No point in writing too much about the plot of Avatar - either you'll go and see it and I'll ruin it, or you don't want to know about it at all. Being a former Physics student, though, I could go on for hours about the 3D effects.
Ok, so here's how you make a flat screen appear 3D. Project two images onto it, each taken by a separate camera. When filming, ensure the cameras are separated by a certain distance - logically about 10cm, like my (and most likely, your) eyes, but practically a bit more. Then ensure that the audience is wearing a pair of glasses that shields one projection from one eye, and the other projection from the other. Lo and behold, bullets and arrows appear to be flying out of the screen straight at you.
They used to do this with red and blue glasses, but that means the colour perception all goes to crap. So they've done it with polarised light instead. The simplest way to demonstrate how the light is being blocked is to go to the cinema with a friend, wear 3D glasses and then look at each other and wink. One of their eyes will be partly shaded, and the other will be completely blocked out. Now wink the other eye, and the blocked out eye switches over on your companion.
Polarised light, to my mind, was light that vibrated in a certain plane - for example, one eye got images with photons that wobbled up and down, and the other got images with photons that wobble side to side. What this means is that a sheet of tiny slots, either horizontal or vertical, would only let one set of light through. But apparently that means if you tilt your head so the glasses are on a diagonal, you miss both sets. So most 3D images in cinemas use clockwise and anticlockwise polarisation, at which point I have no idea how it works. But it does, very effectively. It took a few minutes to get used to, for me, and then everything had an added dimension.
One thing that needs improving. Real cameras don't focus on everything in the shot, so although you might want to explore an image that's 3D, there's still only a limited area that you can focus on. Things that are very close to the camera are blurry, and because the effect of the 3D makes you think it's closer, you'll want to try to look at it and make it focus (which of course you wouldn't do on a 2D image). It won't. I haven't seen any of the Pixar 3D films yet, but I'm imagining they won't have this problem, as they don't use real cameras. And the broader landscape-type shots don't suffer too much from this. Try and get a spot near the middle of the cinema too. I don't know, but I'd guess this helps a bit with the overall effect.
The film's plot is generic, slightly hippy in places, full of cliches and stereotypes and really, Unobtainium? But I was drawn right in, rooting for the giant smurfs throughout.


| Aim of the task |
Every entry is to be returned as it stands, apart from the pictures.
*** Opening Supplied records ***
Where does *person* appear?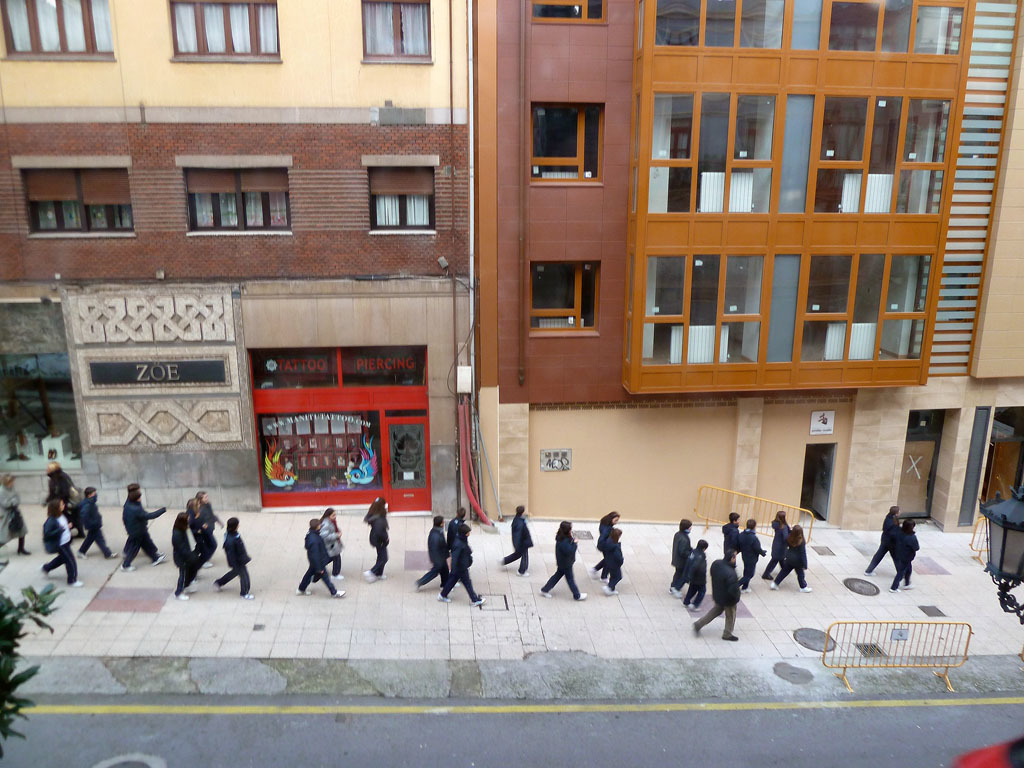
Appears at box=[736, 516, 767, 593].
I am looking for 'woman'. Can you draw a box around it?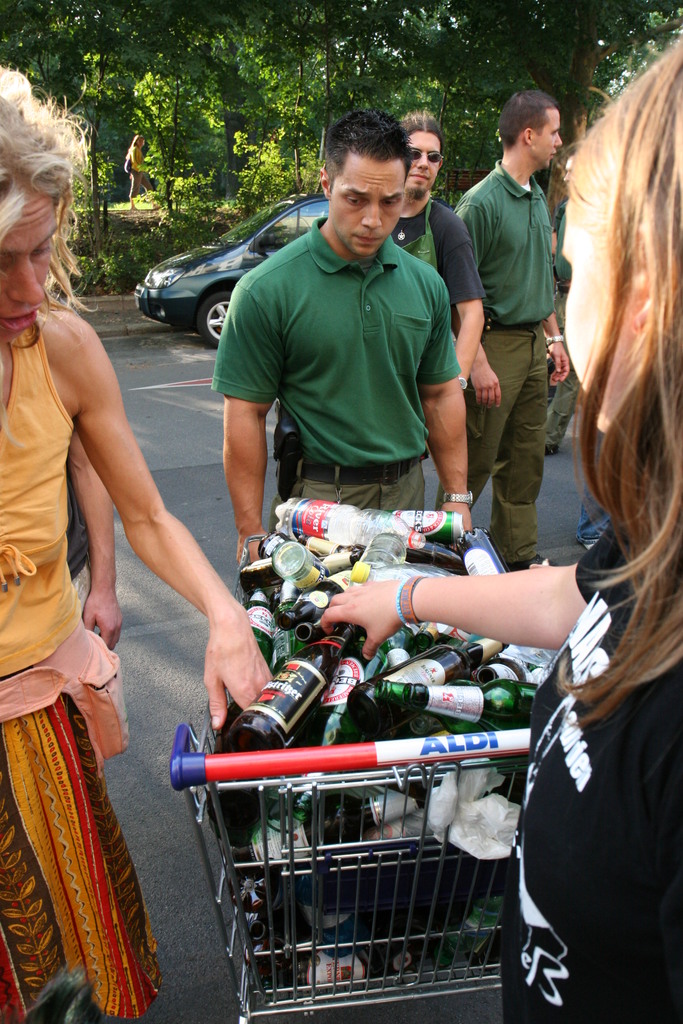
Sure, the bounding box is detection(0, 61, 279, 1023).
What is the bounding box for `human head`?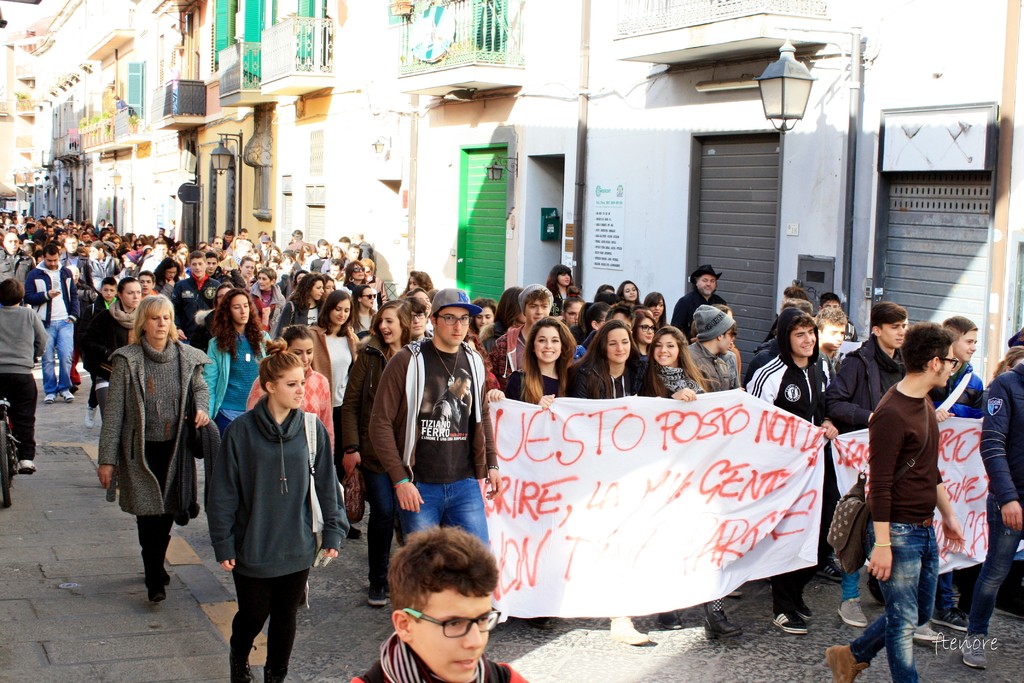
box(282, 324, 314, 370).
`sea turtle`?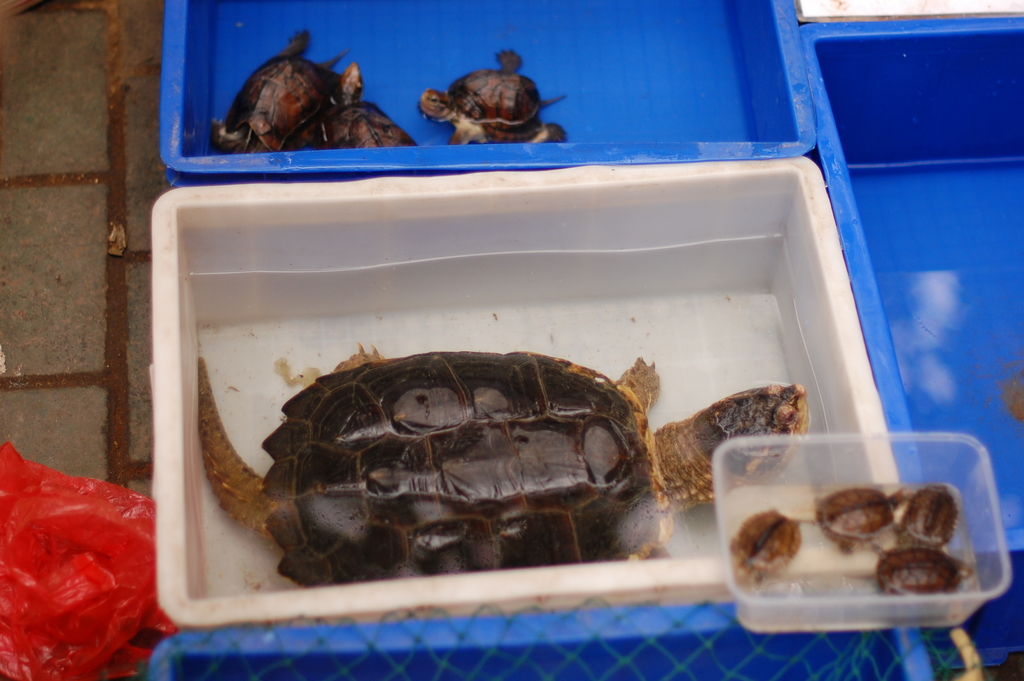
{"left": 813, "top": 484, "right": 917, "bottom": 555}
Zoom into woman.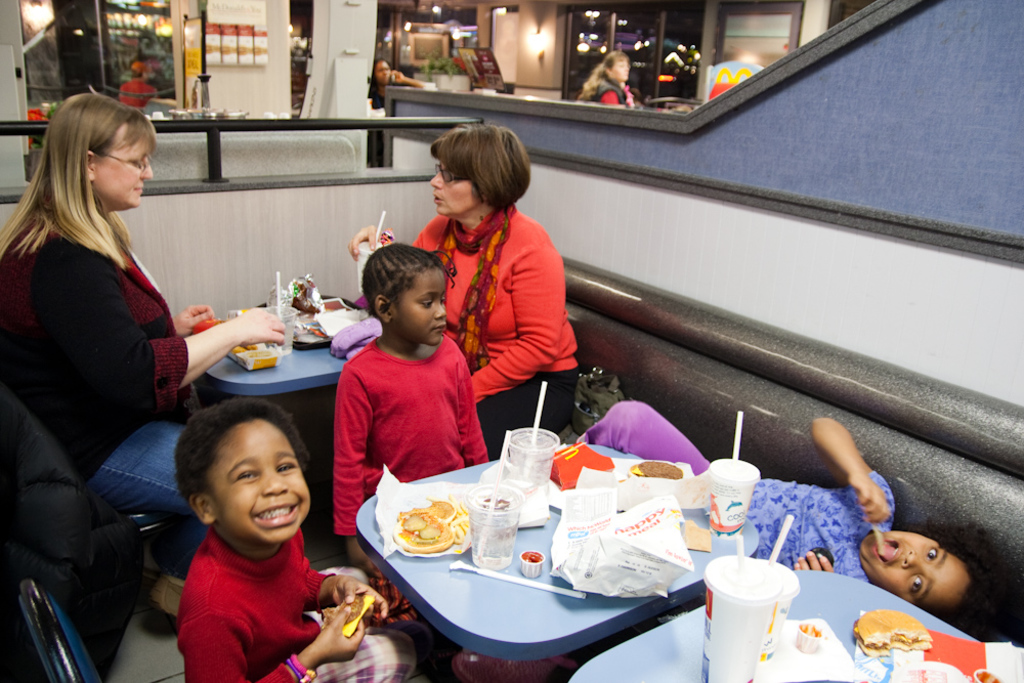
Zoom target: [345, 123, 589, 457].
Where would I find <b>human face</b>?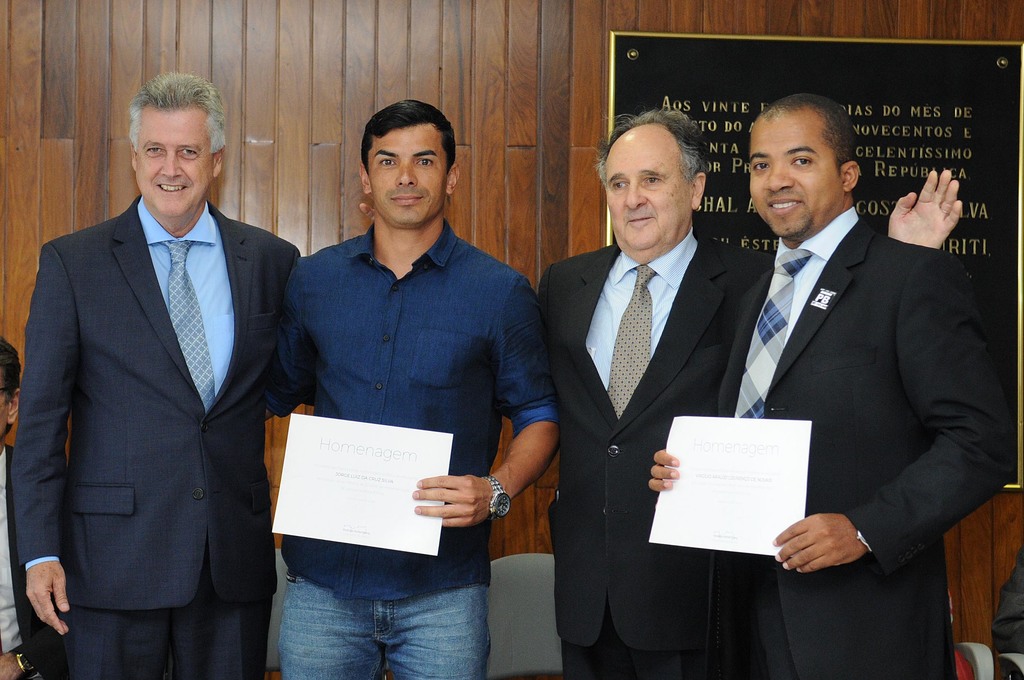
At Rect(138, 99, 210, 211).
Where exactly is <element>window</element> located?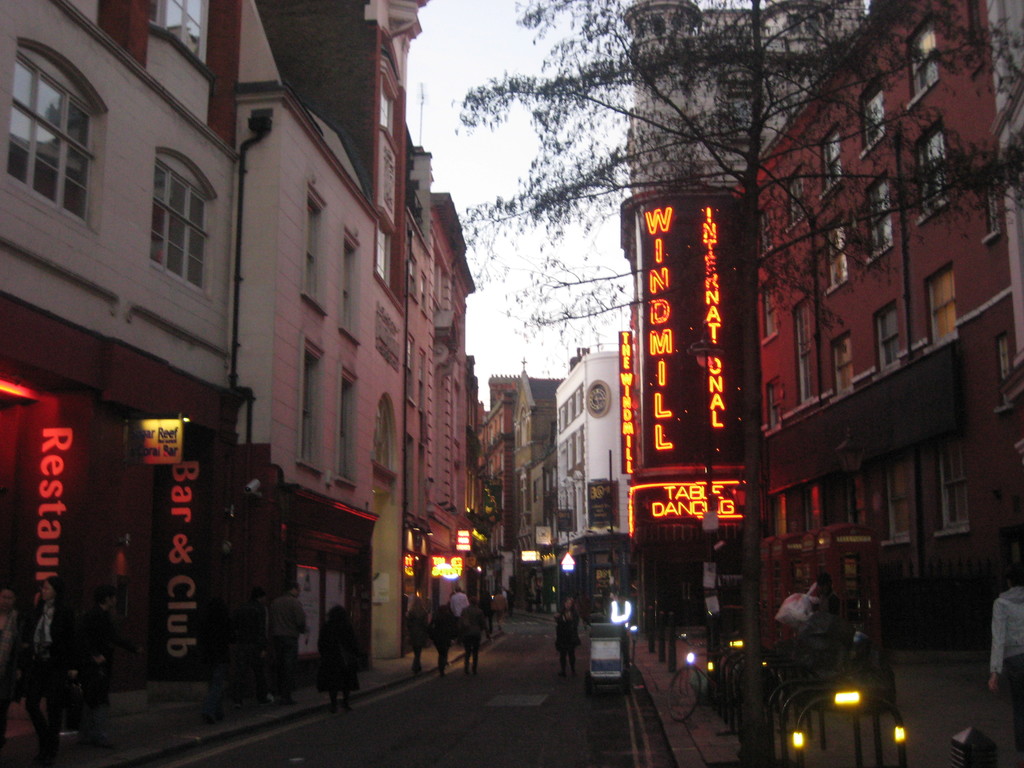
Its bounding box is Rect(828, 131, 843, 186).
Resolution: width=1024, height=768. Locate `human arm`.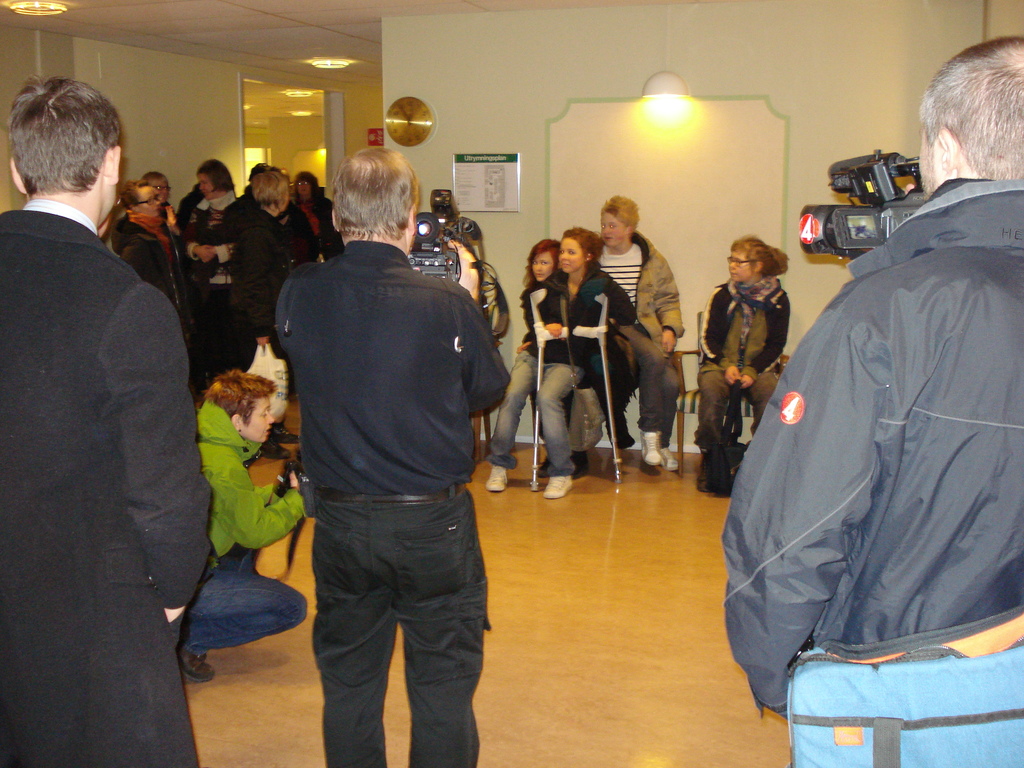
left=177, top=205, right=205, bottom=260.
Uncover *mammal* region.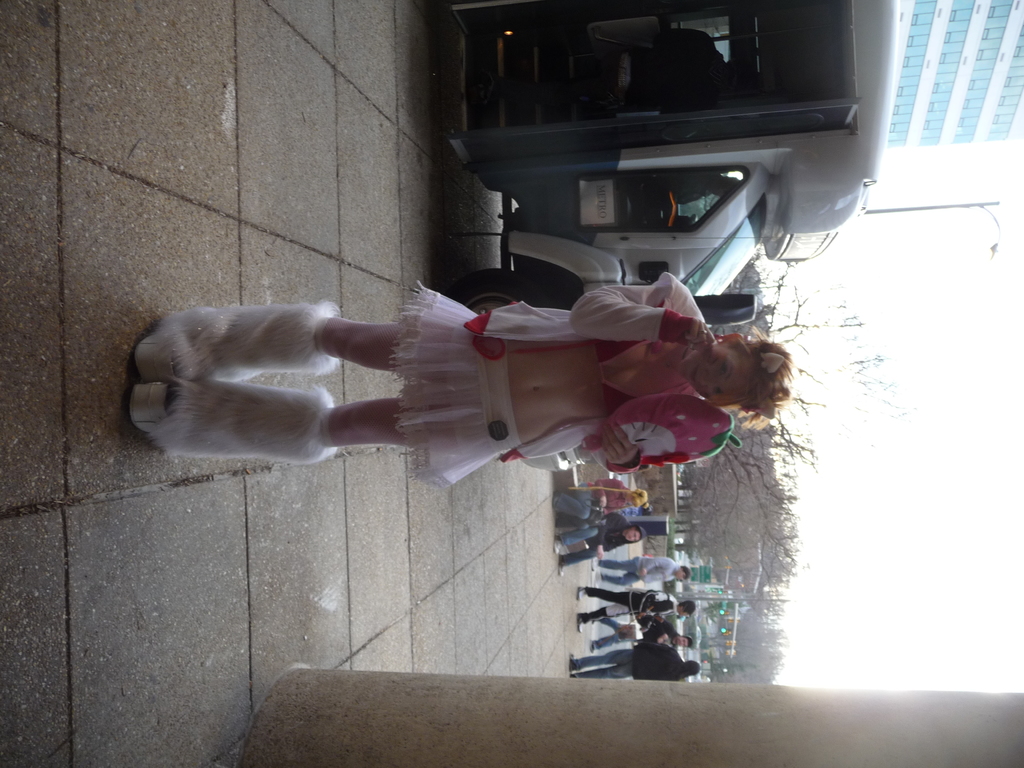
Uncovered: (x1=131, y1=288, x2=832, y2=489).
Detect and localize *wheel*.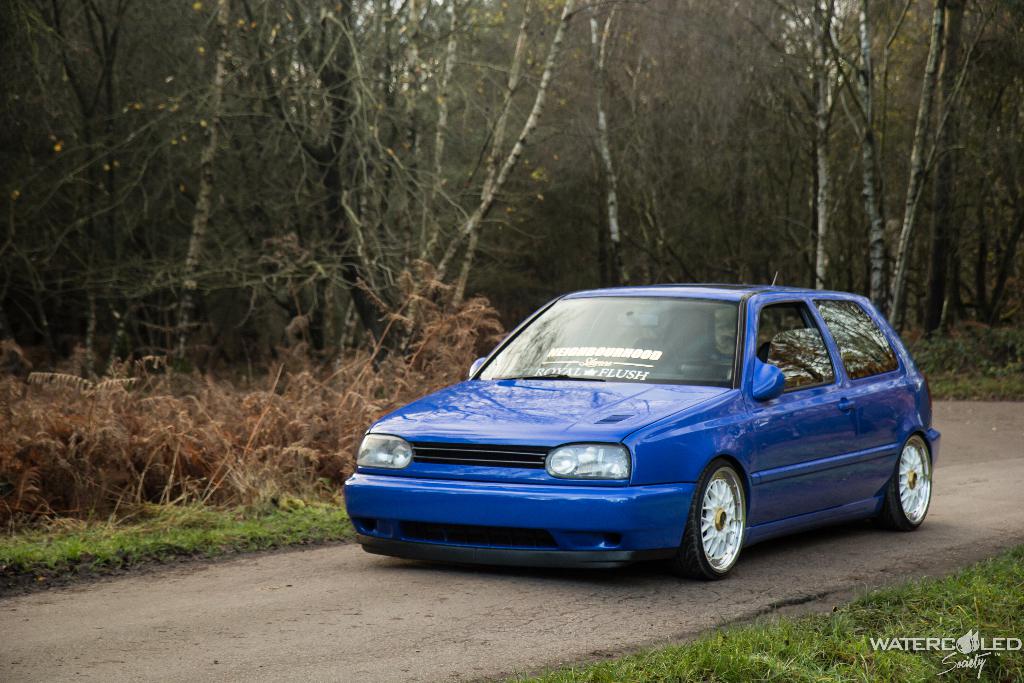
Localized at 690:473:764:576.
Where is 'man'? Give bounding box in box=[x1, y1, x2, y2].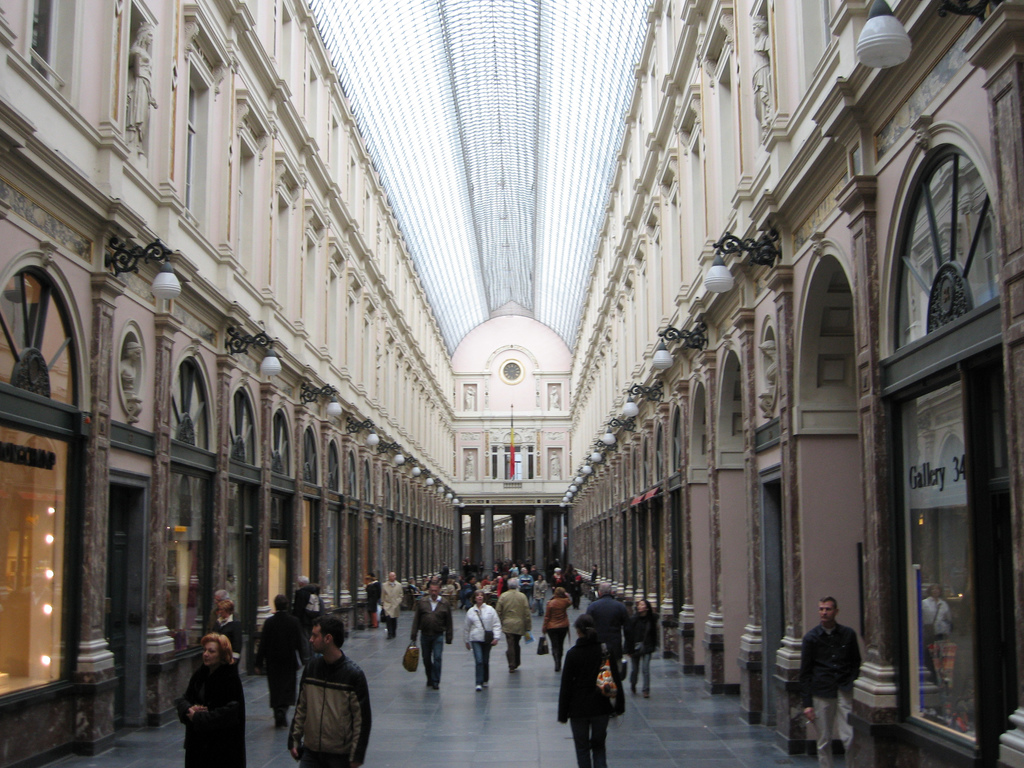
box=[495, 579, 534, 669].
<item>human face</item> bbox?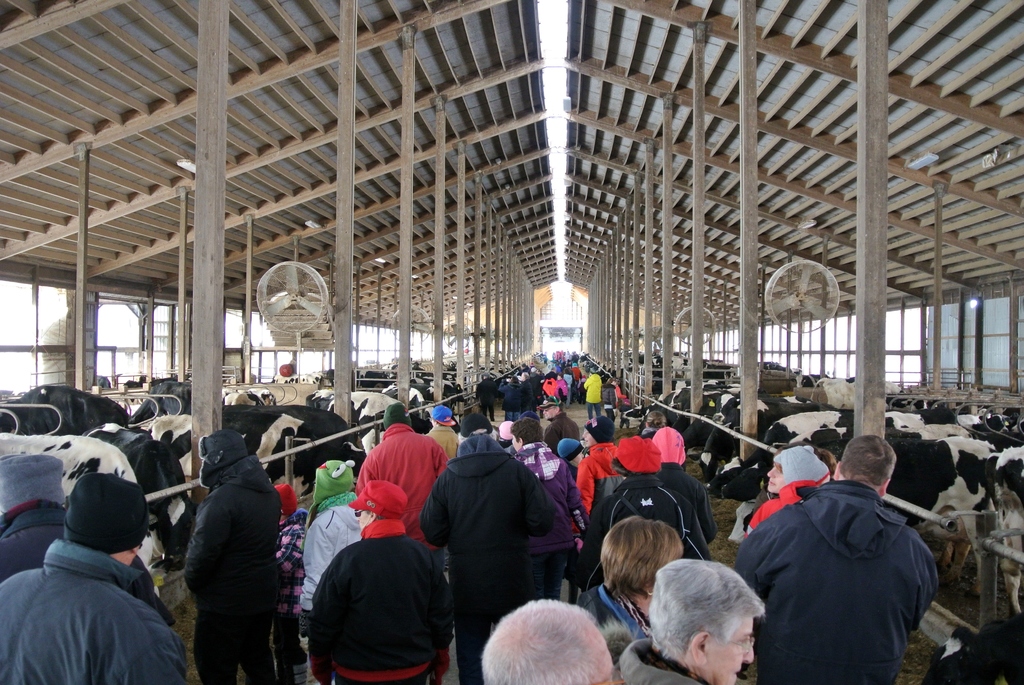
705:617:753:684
*** Closing Supplied records ***
| Answer |
Where does *person* appear?
Appears at box=[736, 516, 767, 593].
I am looking for 'woman'. Can you draw a box around it?
Sure, the bounding box is detection(0, 61, 279, 1023).
What is the bounding box for `human head`?
box(282, 324, 314, 370).
`sea turtle`?
{"left": 813, "top": 484, "right": 917, "bottom": 555}
Zoom into woman.
Zoom target: [345, 123, 589, 457].
Where would I find <b>human face</b>?
At Rect(138, 99, 210, 211).
Where exactly is <element>window</element> located?
Its bounding box is Rect(828, 131, 843, 186).
Resolution: width=1024, height=768. Locate `human arm`.
left=177, top=205, right=205, bottom=260.
Uncover *mammal* region.
Uncovered: (x1=131, y1=288, x2=832, y2=489).
Detect and localize *wheel*.
Localized at 690:473:764:576.
Where is 'man'? Give bounding box in box=[x1, y1, x2, y2].
box=[495, 579, 534, 669].
<item>human face</item> bbox?
705:617:753:684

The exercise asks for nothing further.